**Prompt:**
From the records below, transcribe only the lines running from the one with "You are a GUI" through the one with "Image resolution: width=841". Keep both of those end lines.

**Given data:**

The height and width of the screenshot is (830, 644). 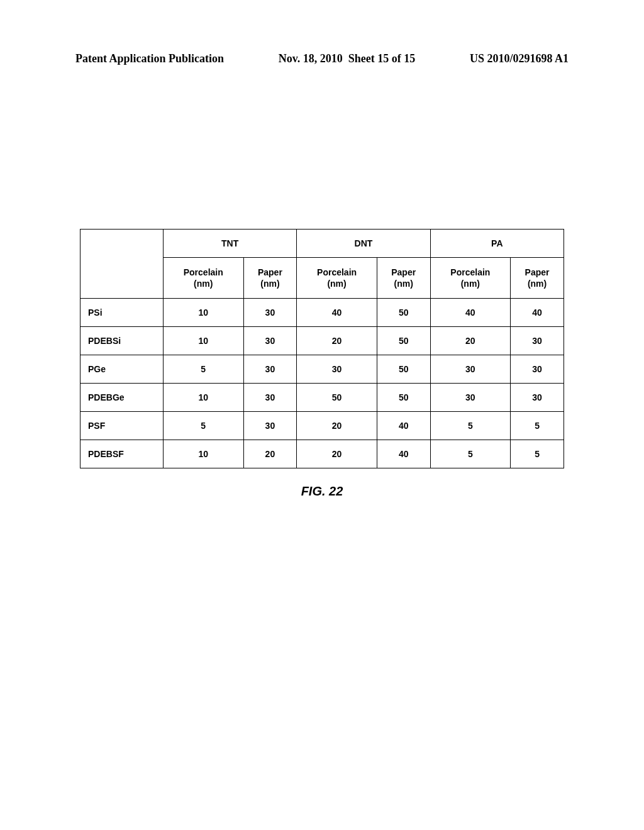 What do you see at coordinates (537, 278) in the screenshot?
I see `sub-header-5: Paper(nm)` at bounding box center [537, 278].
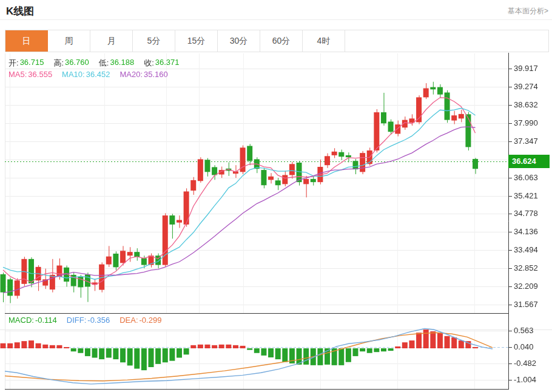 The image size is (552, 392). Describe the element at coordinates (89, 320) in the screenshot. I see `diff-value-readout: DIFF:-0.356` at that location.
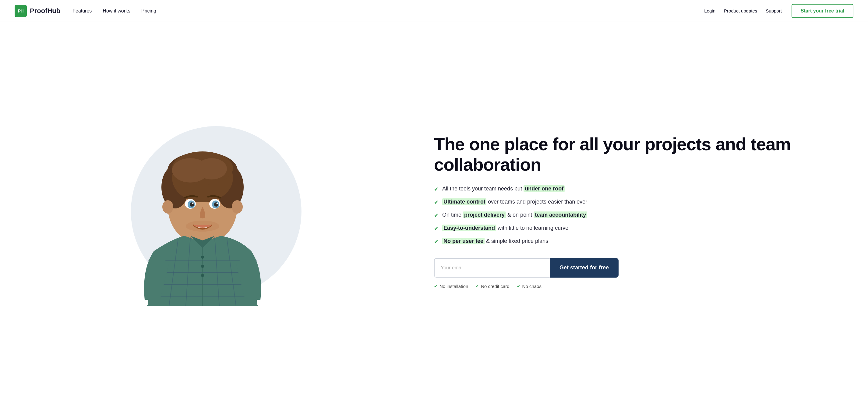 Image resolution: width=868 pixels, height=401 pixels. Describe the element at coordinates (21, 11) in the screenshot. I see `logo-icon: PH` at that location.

* * *

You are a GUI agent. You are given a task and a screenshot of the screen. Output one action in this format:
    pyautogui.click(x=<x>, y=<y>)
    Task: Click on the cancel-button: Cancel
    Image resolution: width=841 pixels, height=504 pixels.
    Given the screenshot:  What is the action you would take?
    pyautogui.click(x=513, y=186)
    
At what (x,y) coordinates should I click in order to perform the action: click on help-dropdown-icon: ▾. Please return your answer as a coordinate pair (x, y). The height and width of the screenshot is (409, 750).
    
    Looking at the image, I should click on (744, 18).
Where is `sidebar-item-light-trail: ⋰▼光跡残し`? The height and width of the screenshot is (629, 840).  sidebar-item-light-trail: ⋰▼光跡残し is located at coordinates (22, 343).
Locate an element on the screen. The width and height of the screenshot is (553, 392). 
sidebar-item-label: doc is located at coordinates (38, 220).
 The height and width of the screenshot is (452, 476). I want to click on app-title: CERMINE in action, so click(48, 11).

**Response to the task:**
You are a GUI agent. You are given a task and a screenshot of the screen. Output one action in this format:
    pyautogui.click(x=<x>, y=<y>)
    Task: Click on the cancel-button: Cancel
    Image resolution: width=841 pixels, height=504 pixels.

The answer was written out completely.